Fouillée, while attacking Renouvier, did not spare that other acute thinker, Lachelier, from the whip of his criticism. He takes objection to a passage in that writer’s Induction where he advocates the doctrine that the production of ideas “is free in the most rigorous sense of that word, since each idea is in itself absolutely independent of that which precedes it, and is born out of nothing, as is a world.” To this view of the spontaneity of the spirit Fouillée opposes the remark that Lachelier is considering only the new forms which are assumed by a mechanism which is always operating under the same laws of causality. He asks us in this connection to imagine a kaleidoscope which is being turned round.
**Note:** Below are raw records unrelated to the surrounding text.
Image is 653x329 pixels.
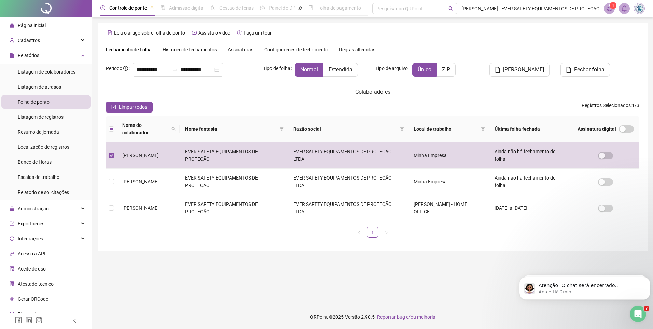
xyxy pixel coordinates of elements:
[18,38,40,43] span: Cadastros
[111,105,116,109] span: check-square
[244,30,272,36] span: Faça um tour
[10,251,14,256] span: api
[489,195,572,221] td: [DATE] a [DATE]
[18,114,64,120] span: Listagem de registros
[353,226,364,237] li: Página anterior
[185,125,277,133] span: Nome fantasia
[18,189,69,195] span: Relatório de solicitações
[18,236,43,241] span: Integrações
[461,5,600,12] span: [PERSON_NAME] - EVER SAFETY EQUIPAMENTOS DE PROTEÇÃO
[503,66,544,74] span: [PERSON_NAME]
[345,314,360,319] span: Versão
[308,5,313,10] span: book
[219,5,254,11] span: Gestão de férias
[122,121,169,136] span: Nome do colaborador
[72,318,77,323] span: left
[381,226,392,237] button: right
[357,230,361,234] span: left
[198,30,230,36] span: Assista o vídeo
[582,102,631,108] span: Registros Selecionados
[119,103,147,111] span: Limpar todos
[578,125,616,133] span: Assinatura digital
[163,47,217,52] span: Histórico de fechamentos
[228,47,253,52] span: Assinaturas
[489,63,550,77] button: [PERSON_NAME]
[298,6,302,10] span: pushpin
[10,23,14,28] span: home
[160,5,165,10] span: file-done
[368,227,378,237] a: 1
[172,67,178,72] span: to
[10,281,14,286] span: solution
[237,30,242,35] span: history
[293,125,397,133] span: Razão social
[516,262,653,310] iframe: Intercom notifications mensagem
[172,67,178,72] span: swap-right
[18,144,69,150] span: Localização de registros
[381,226,392,237] li: Próxima página
[278,124,285,134] span: filter
[355,88,390,95] span: Colaboradores
[448,6,454,11] span: search
[18,266,46,271] span: Aceite de uso
[18,84,61,89] span: Listagem de atrasos
[123,66,128,71] span: info-circle
[353,226,364,237] button: left
[210,5,215,10] span: sun
[10,311,14,316] span: dollar
[329,66,352,73] span: Estendida
[192,30,197,35] span: youtube
[582,101,639,112] span: : 1 / 3
[18,69,75,74] span: Listagem de colaboradores
[170,120,177,138] span: search
[367,226,378,237] li: 1
[264,47,328,52] span: Configurações de fechamento
[610,2,616,9] sup: 1
[630,305,646,322] iframe: Intercom live chat
[171,127,176,131] span: search
[10,206,14,211] span: lock
[495,175,555,188] span: Ainda não há fechamento de folha
[18,174,59,180] span: Escalas de trabalho
[18,311,40,316] span: Financeiro
[288,142,408,168] td: EVER SAFETY EQUIPAMENTOS DE PROTEÇÃO LTDA
[150,6,154,10] span: pushpin
[18,159,52,165] span: Banco de Horas
[414,125,478,133] span: Local de trabalho
[18,221,44,226] span: Exportações
[106,47,152,52] span: Fechamento de Folha
[263,65,290,72] span: Tipo de folha
[621,5,627,12] span: bell
[399,124,405,134] span: filter
[408,195,489,221] td: [PERSON_NAME] - HOME OFFICE
[566,67,571,72] span: file
[169,5,204,11] span: Admissão digital
[489,116,572,142] th: Última folha fechada
[122,179,159,184] span: [PERSON_NAME]
[18,281,54,286] span: Atestado técnico
[481,127,485,131] span: filter
[280,127,284,131] span: filter
[92,305,653,329] footer: QRPoint © 2025 - 2.90.5 -
[10,221,14,226] span: export
[377,314,435,319] span: Reportar bug e/ou melhoria
[180,168,288,195] td: EVER SAFETY EQUIPAMENTOS DE PROTEÇÃO
[108,30,112,35] span: file-text
[408,168,489,195] td: Minha Empresa
[560,63,610,77] button: Fechar folha
[18,251,45,256] span: Acesso à API
[122,205,159,210] span: [PERSON_NAME]
[634,3,644,14] img: 72820
[106,101,153,112] button: Limpar todos
[106,66,122,71] span: Período
[317,5,361,11] span: Folha de pagamento
[400,127,404,131] span: filter
[339,47,375,52] span: Regras alteradas
[18,53,39,58] span: Relatórios
[606,5,612,12] span: notification
[10,53,14,58] span: file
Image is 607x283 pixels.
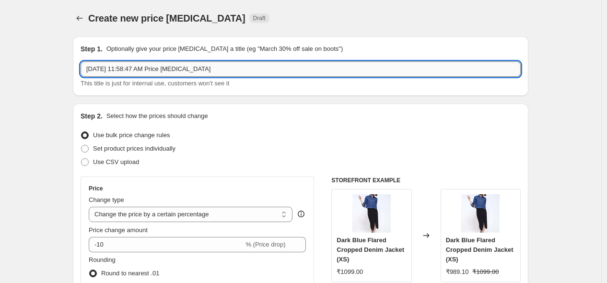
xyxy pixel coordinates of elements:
span: Use CSV upload [93,158,139,166]
p: Optionally give your price [MEDICAL_DATA] a title (eg "March 30% off sale on boots") [107,44,343,54]
img: F_03_IMG0089-_1080-x-1618_80x.jpg [353,194,391,233]
span: Rounding [89,256,116,263]
span: Change type [89,196,124,203]
h2: Step 1. [81,44,103,54]
strike: ₹1099.00 [473,267,499,277]
div: ₹1099.00 [337,267,363,277]
img: F_03_IMG0089-_1080-x-1618_80x.jpg [462,194,500,233]
span: % (Price drop) [246,241,285,248]
span: Round to nearest .01 [101,270,159,277]
h3: Price [89,185,103,192]
span: Use bulk price change rules [93,131,170,139]
input: -15 [89,237,244,252]
h2: Step 2. [81,111,103,121]
span: Price change amount [89,226,148,234]
div: help [297,209,306,219]
span: Create new price [MEDICAL_DATA] [88,13,246,24]
span: Draft [253,14,266,22]
p: Select how the prices should change [107,111,208,121]
span: Set product prices individually [93,145,176,152]
span: Dark Blue Flared Cropped Denim Jacket (XS) [446,237,514,263]
span: This title is just for internal use, customers won't see it [81,80,229,87]
span: Dark Blue Flared Cropped Denim Jacket (XS) [337,237,404,263]
input: 30% off holiday sale [81,61,521,77]
div: ₹989.10 [446,267,469,277]
h6: STOREFRONT EXAMPLE [332,177,521,184]
button: Price change jobs [73,12,86,25]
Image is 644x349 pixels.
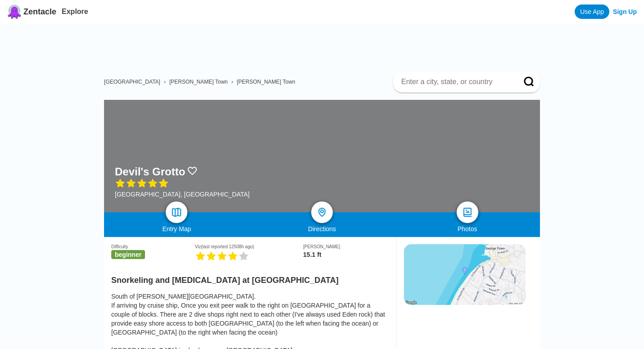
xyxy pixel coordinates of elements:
h2: Snorkeling and [MEDICAL_DATA] at [GEOGRAPHIC_DATA] [111,270,389,285]
a: map [166,202,187,223]
div: [GEOGRAPHIC_DATA], [GEOGRAPHIC_DATA] [115,191,249,198]
a: [PERSON_NAME] Town [169,79,228,85]
span: beginner [111,250,145,259]
img: staticmap [404,245,526,305]
a: photos [457,202,478,223]
img: Zentacle logo [7,5,22,19]
div: Difficulty [111,245,195,249]
span: › [231,79,233,85]
img: map [171,207,182,218]
a: Explore [62,8,88,15]
div: Directions [249,226,395,233]
div: Photos [395,226,540,233]
img: photos [462,207,473,218]
a: Sign Up [613,8,637,15]
span: Zentacle [24,7,56,17]
a: Zentacle logoZentacle [7,5,56,19]
div: 15.1 ft [303,251,389,258]
h1: Devil's Grotto [115,165,185,178]
div: Entry Map [104,226,249,233]
a: [PERSON_NAME] Town [237,79,296,85]
a: [GEOGRAPHIC_DATA] [104,79,161,85]
div: Viz (last reported 12508h ago) [195,245,303,249]
input: Enter a city, state, or country [400,77,511,86]
div: [PERSON_NAME] [303,245,389,249]
a: Use App [575,5,609,19]
img: directions [316,207,328,218]
span: › [164,79,166,85]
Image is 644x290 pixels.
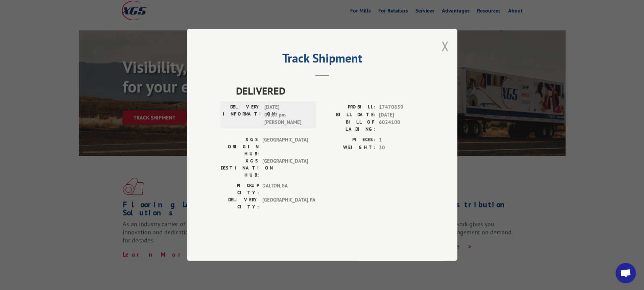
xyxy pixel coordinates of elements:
h2: Track Shipment [220,53,424,66]
span: [DATE] 03:07 pm [PERSON_NAME] [264,104,310,126]
label: BILL DATE: [322,111,375,119]
span: DALTON , GA [262,183,308,197]
span: 17470859 [379,104,424,111]
span: [GEOGRAPHIC_DATA] , PA [262,197,308,211]
label: DELIVERY INFORMATION: [223,104,261,126]
label: XGS ORIGIN HUB: [220,136,259,158]
label: PIECES: [322,136,375,144]
span: DELIVERED [236,84,424,99]
label: WEIGHT: [322,144,375,152]
span: [GEOGRAPHIC_DATA] [262,136,308,158]
div: Open chat [616,263,636,284]
label: BILL OF LADING: [322,119,375,133]
span: [DATE] [379,111,424,119]
span: 1 [379,136,424,144]
span: [GEOGRAPHIC_DATA] [262,158,308,179]
label: XGS DESTINATION HUB: [220,158,259,179]
label: PICKUP CITY: [220,183,259,197]
span: 30 [379,144,424,152]
button: Close modal [442,37,448,55]
label: DELIVERY CITY: [220,197,259,211]
span: 6024100 [379,119,424,133]
label: PROBILL: [322,104,375,111]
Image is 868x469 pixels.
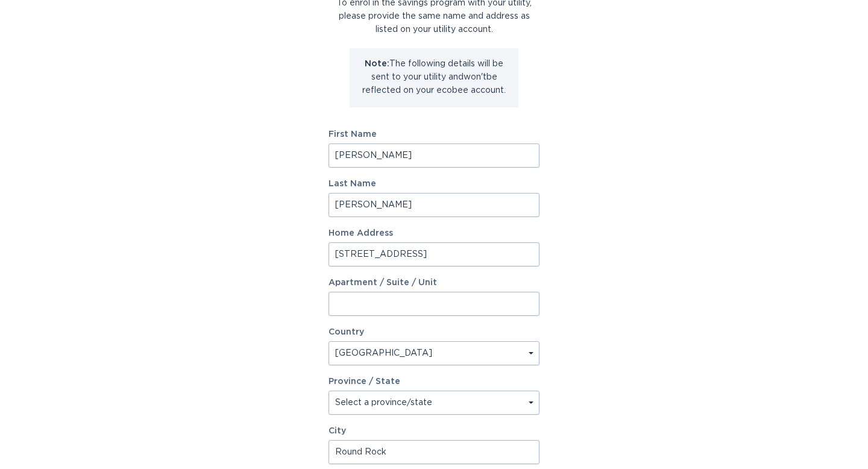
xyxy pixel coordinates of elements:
label: First Name [328,131,540,139]
label: Country [328,329,364,337]
label: Last Name [328,180,540,188]
label: City [328,428,540,436]
strong: Note: [365,59,389,68]
label: Province / State [328,378,400,386]
label: Apartment / Suite / Unit [328,279,540,287]
label: Home Address [328,230,540,238]
p: The following details will be sent to your utility and won't be reflected on your ecobee account. [359,58,509,97]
The images which succeed each other will be in this sense a formal creation, a form independent of that which went before, but, as he is anxious to remind us, the same mechanical and geometrical laws will be operating continually in producing these forms.
Having had these encounters with the upholders of freedom, and thus to some degree having conveyed the impression of being on the side of the determinists, Fouillée proceeds to the task he had set himself—namely, that of reconciliation. He felt the unsatisfactoriness of Kant’s treatment of freedom,[[17]] and he endeavours to remedy the lack in Kant of a real link between the determinism of the natural sciences and the human consciousness of freedom, realised in the practical reason. Fouillée proposes to find in his idées-forces a middle term and to offer us a solution of the problem at issue in the dispute.
[17] See above, p. 136.
He begins by showing that there has been an unfortunate neglect of one important factor in the case—a factor whose reality is frankly admitted by both parties. This central, incontestable fact is the idea of freedom. This idea, according to Fouillée, arises in us as the result Of a combination of various psychological factors, such as notions of diversity, possibility, with the tendency to action arising from the notion of action, which thus shows itself as a force. The combination of these results in the genesis of the idea of freedom. Now the stronger this idea of freedom is in our minds the more we make it become a reality. It is an “idea-force” which by being thought tends to action and thus increases in power and fruitfulness. The idea of freedom becomes, by a kind of determinism, more powerful in proportion to the degree with which it is acted upon. Determinism thus reflects upon itself and in a curious way turns to operate against itself. This directing power of the idea of freedom cannot be denied even by the most rigorous upholders of determinism. They at least are forced to find room in their doctrine for the idea of freedom and its practical action on the lives of men, both individually and in societies. The vice of the doctrines of determinism has been the refusal to admit the reality of the liberating idea of freedom, which is tending always to realise itself.
The belief in freedom is, therefore, Fouillée claims, a powerful force in the world. Nothing is a more sure redeemer of men and societies from evil ways than the realisation of this idea of freedom. So largely is this the case that indeed the extinction of the belief in freedom would, he argues, not differ much in consequence from the finding that freedom was an illusion, or, if it be a fact, its abolition.